Ontario on a Tear with its New Climate Proposal

rp_dWalker-228x300.jpgOnce upon a time, an international agreement forged through the United Nations Framework Convention on Climate Change (UNFCCC) seemed the surest route to meaningful action on climate change. But the complexities of reaching common ground between nearly 200 distinct national agendas have dimmed the hopes for the sort of “global deal” envisioned in the run-up to the Copenhagen conference in 2009. The UN process has provided a platform for countries to make new emission reduction commitments: Mexico recently announced a promising post-2020 climate commitment, and the US-China announcement last November was a game-changer. Even these critical breakthroughs, however, demonstrate that strong action on climate will be driven from the “bottom up” by national policies, not from the “top down” by an international treaty.

Thankfully, many leaders are blazing a path towards climate progress, working from the ground up and collaborating with others to foster collective action. As I have previously written, cities, states, and provinces are going ahead with some of the most substantial climate commitments to date. Ontario – Canada’s largest province, with 40 percent of the country’s population and nearly one-quarter of its greenhouse gas emissions – has become the latest jurisdiction to chart an ambitious path forward with this morning’s announcement of a comprehensive cap-and-trade program intended to ultimately link with the existing California-Quebec system.

Ontario’s announcement is significant for a number of reasons. First, cap-and-trade will help Ontario meet bold 2020 and 2050 goals for cutting greenhouse gas pollution, which stand at 15 percent below and 80 percent below 1990 levels, respectively. Second, the news is a compelling curtain raiser for the high-profile Premiers Climate Change Summit in Quebec City, which begins on Tuesday and is meant to showcase opportunities for provinces to take individual and collective climate action. Finally, Ontario is poised to build on and leverage cap-and-trade successes from elsewhere, most notably California, where the two-year old program has helped cut pollution and grow the economy.

Ontario envisions a system that, much like California’s, will cover the vast majority of major polluters and reinvest all revenue from allowance auctions into projects that cut pollution while stimulating the province’s low-carbon economy. California has helped chart Ontario’s path by deploying an investment plan that delivers multiple benefits (not just lower greenhouse gas emissions) across the state, targets money to disadvantaged communities, and fosters job and economic growth in several sectors of the economy. Another useful antecedent is the Regional Greenhouse Gas Initiative (RGGI), where an Analysis Group study [PDF] documenting the first three years of the program showed that roughly $900 million in auction revenue investments produced over $1.6 billion in net benefits.
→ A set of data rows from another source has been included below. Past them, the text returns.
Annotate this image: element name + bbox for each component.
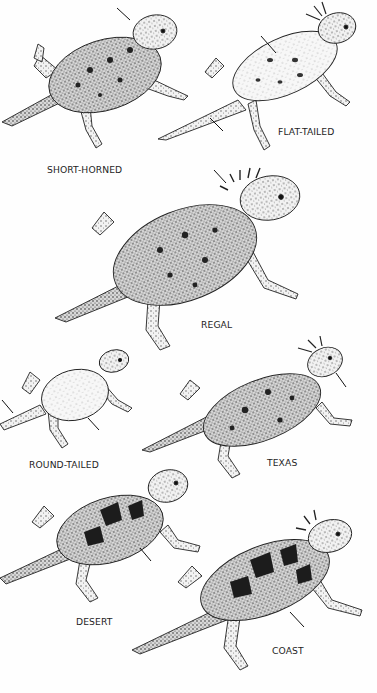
label-flat-tailed: FLAT-TAILED	[278, 126, 334, 137]
horned-lizard-plate: SHORT-HORNED FLAT-TAILED REGAL ROUND-TAI…	[0, 0, 377, 693]
lizard-regal	[55, 168, 303, 350]
lizard-short-horned	[2, 8, 188, 148]
label-texas: TEXAS	[267, 457, 297, 468]
lizard-desert	[0, 465, 200, 602]
label-short-horned: SHORT-HORNED	[47, 164, 122, 175]
label-desert: DESERT	[76, 616, 112, 627]
illustrations	[0, 0, 377, 693]
lizard-texas	[142, 336, 352, 478]
label-round-tailed: ROUND-TAILED	[29, 459, 99, 470]
label-coast: COAST	[272, 645, 304, 656]
label-regal: REGAL	[201, 319, 232, 330]
lizard-round-tailed	[0, 346, 132, 448]
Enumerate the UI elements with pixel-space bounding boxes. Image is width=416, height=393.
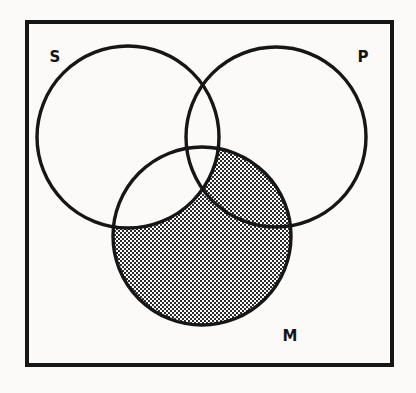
venn-diagram-canvas: S P M [0,0,416,393]
label-m: M [283,327,298,345]
label-p: P [358,48,369,66]
label-s: S [50,48,61,66]
venn-diagram-figure: S P M [0,0,416,393]
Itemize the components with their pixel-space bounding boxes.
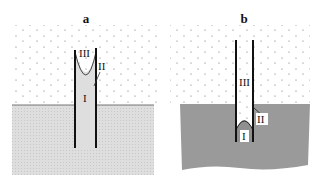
region-label-II-b: II [257, 113, 265, 125]
panel-b-label: b [240, 11, 247, 26]
panel-a: a III II I [12, 11, 157, 175]
region-label-II-a: II [98, 60, 106, 72]
panel-a-label: a [83, 11, 90, 26]
region-label-I-a: I [83, 92, 87, 104]
region-label-I-b: I [242, 130, 246, 142]
capillary-diagram: a III II I b III II I [0, 0, 318, 183]
region-label-III-a: III [79, 47, 90, 59]
region-label-III-b: III [239, 76, 250, 88]
panel-b: b III II I [170, 11, 310, 170]
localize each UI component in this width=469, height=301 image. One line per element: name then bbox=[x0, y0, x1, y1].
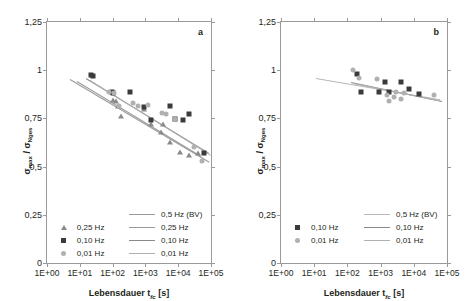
data-point-circle bbox=[357, 76, 362, 81]
figure-container: σmax / σNges a 00,250,50,7511,251E+001E+… bbox=[0, 0, 469, 301]
x-tick-mark bbox=[80, 263, 81, 267]
x-tick-mark-top bbox=[347, 18, 348, 22]
x-tick-mark-top bbox=[47, 18, 48, 22]
data-point-triangle bbox=[186, 153, 192, 158]
data-point-triangle bbox=[160, 122, 166, 127]
legend-line-entry: 0,25 Hz bbox=[129, 223, 189, 232]
plot-area-b: b 00,250,50,7511,251E+001E+011E+021E+031… bbox=[280, 21, 448, 264]
y-tick-mark-right bbox=[211, 70, 215, 71]
y-tick-mark-right bbox=[447, 215, 451, 216]
legend-line-swatch bbox=[364, 227, 390, 228]
data-point-square bbox=[149, 118, 154, 123]
y-tick-mark bbox=[277, 22, 281, 23]
x-tick-label: 1E+05 bbox=[199, 268, 224, 278]
y-tick-mark bbox=[277, 215, 281, 216]
y-tick-mark bbox=[277, 167, 281, 168]
legend-marker-swatch bbox=[57, 251, 71, 256]
x-tick-label: 1E+00 bbox=[35, 268, 60, 278]
x-tick-mark bbox=[113, 263, 114, 267]
y-tick-label: 1,25 bbox=[24, 17, 42, 27]
x-tick-label: 1E+02 bbox=[335, 268, 360, 278]
data-point-circle bbox=[145, 102, 150, 107]
x-axis-title-unit-a: [s] bbox=[156, 288, 170, 298]
y-tick-mark-right bbox=[211, 215, 215, 216]
x-tick-mark bbox=[347, 263, 348, 267]
x-tick-label: 1E+03 bbox=[133, 268, 158, 278]
legend-marker-entry: 0,10 Hz bbox=[291, 223, 339, 232]
x-axis-title-b: Lebensdauer tfc [s] bbox=[280, 288, 448, 300]
x-tick-mark bbox=[314, 263, 315, 267]
x-tick-label: 1E+01 bbox=[302, 268, 327, 278]
legend-marker-glyph bbox=[61, 238, 66, 243]
y-tick-label: 0,75 bbox=[258, 113, 276, 123]
legend-marker-glyph bbox=[61, 251, 66, 256]
y-tick-label: 1 bbox=[37, 65, 42, 75]
panel-label-b: b bbox=[434, 27, 440, 37]
x-tick-mark-top bbox=[80, 18, 81, 22]
y-tick-mark bbox=[43, 118, 47, 119]
data-point-square bbox=[359, 90, 364, 95]
data-point-circle bbox=[387, 99, 392, 104]
data-point-circle bbox=[111, 90, 116, 95]
legend-marker-entry: 0,01 Hz bbox=[57, 249, 105, 258]
x-tick-mark-top bbox=[381, 18, 382, 22]
data-point-circle bbox=[431, 92, 436, 97]
legend-marker-swatch bbox=[57, 238, 71, 243]
legend-marker-glyph bbox=[295, 238, 300, 243]
x-tick-mark bbox=[211, 263, 212, 267]
data-point-square bbox=[406, 87, 411, 92]
legend-line-entry: 0,5 Hz (BV) bbox=[364, 210, 437, 219]
y-tick-label: 0,5 bbox=[263, 162, 276, 172]
x-axis-title-text-a: Lebensdauer t bbox=[89, 288, 151, 298]
data-point-square bbox=[383, 79, 388, 84]
data-point-triangle bbox=[167, 139, 173, 144]
data-point-square bbox=[187, 111, 192, 116]
legend-marker-swatch bbox=[291, 238, 305, 243]
legend-line-swatch bbox=[364, 240, 390, 241]
data-point-square bbox=[91, 73, 96, 78]
legend-line-label: 0,25 Hz bbox=[161, 223, 189, 232]
data-point-circle bbox=[173, 117, 178, 122]
data-point-circle bbox=[191, 145, 196, 150]
x-tick-label: 1E+02 bbox=[100, 268, 125, 278]
data-point-triangle bbox=[158, 129, 164, 134]
legend-marker-label: 0,10 Hz bbox=[311, 223, 339, 232]
x-tick-mark-top bbox=[447, 18, 448, 22]
data-point-circle bbox=[392, 94, 397, 99]
chart-panel-b: σmax / σNges b 00,250,50,7511,251E+001E+… bbox=[235, 0, 469, 301]
y-tick-mark bbox=[43, 22, 47, 23]
legend-line-label: 0,01 Hz bbox=[161, 249, 189, 258]
x-axis-title-text-b: Lebensdauer t bbox=[324, 288, 386, 298]
x-tick-mark-top bbox=[178, 18, 179, 22]
y-tick-label: 0,25 bbox=[258, 210, 276, 220]
y-tick-label: 0,5 bbox=[29, 162, 42, 172]
data-point-circle bbox=[402, 91, 407, 96]
legend-marker-glyph bbox=[295, 225, 300, 230]
x-tick-label: 1E+04 bbox=[401, 268, 426, 278]
x-tick-mark-top bbox=[281, 18, 282, 22]
x-tick-mark bbox=[47, 263, 48, 267]
panel-label-a: a bbox=[198, 27, 203, 37]
legend-line-swatch bbox=[129, 227, 155, 228]
y-tick-mark bbox=[277, 118, 281, 119]
x-tick-mark bbox=[178, 263, 179, 267]
data-point-circle bbox=[351, 68, 356, 73]
y-tick-mark bbox=[43, 70, 47, 71]
y-tick-label: 0 bbox=[271, 258, 276, 268]
legend-line-swatch bbox=[129, 214, 155, 215]
data-point-square bbox=[167, 104, 172, 109]
data-point-circle bbox=[136, 103, 141, 108]
data-point-circle bbox=[199, 158, 204, 163]
legend-line-label: 0,01 Hz bbox=[396, 236, 424, 245]
x-tick-mark-top bbox=[113, 18, 114, 22]
x-tick-mark-top bbox=[211, 18, 212, 22]
legend-line-entry: 0,01 Hz bbox=[129, 249, 189, 258]
legend-marker-swatch bbox=[291, 225, 305, 230]
data-point-triangle bbox=[118, 114, 124, 119]
x-tick-mark bbox=[414, 263, 415, 267]
x-tick-label: 1E+05 bbox=[435, 268, 460, 278]
data-point-circle bbox=[117, 104, 122, 109]
legend-marker-label: 0,01 Hz bbox=[311, 236, 339, 245]
data-point-square bbox=[377, 89, 382, 94]
data-point-circle bbox=[399, 96, 404, 101]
Ontario’s leadership is critical for its own sake, but the prospective opportunity to join California and Quebec could be particularly transformational. A union between the largest single economies in the U.S. and Canada sends an unambiguous message to the respective national governments: the benefits of climate action are clear, and it’s time to act. A joint cap-and-trade market between California, Quebec, and Ontario would also create broader incentives for low-carbon innovation and give businesses the opportunity to seek out lower-cost opportunities to cut pollution. What’s more, Ontario could leverage the administrative and operational efficiency of the Western Climate Initiative, Inc., (WCI), the non-profit organization that provides technical support and governance to the linked California-Quebec system.

The climate talks in Paris at year’s end are likely to yield incremental progress rather than a breakthrough. But national and subnational leaders are not standing still. Palpable momentum and progress can now be seen in every corner of the globe. From California to China to Canada, the arc of climate action is bending towards capping and pricing carbon as a foundational policy tool for achieving that progress.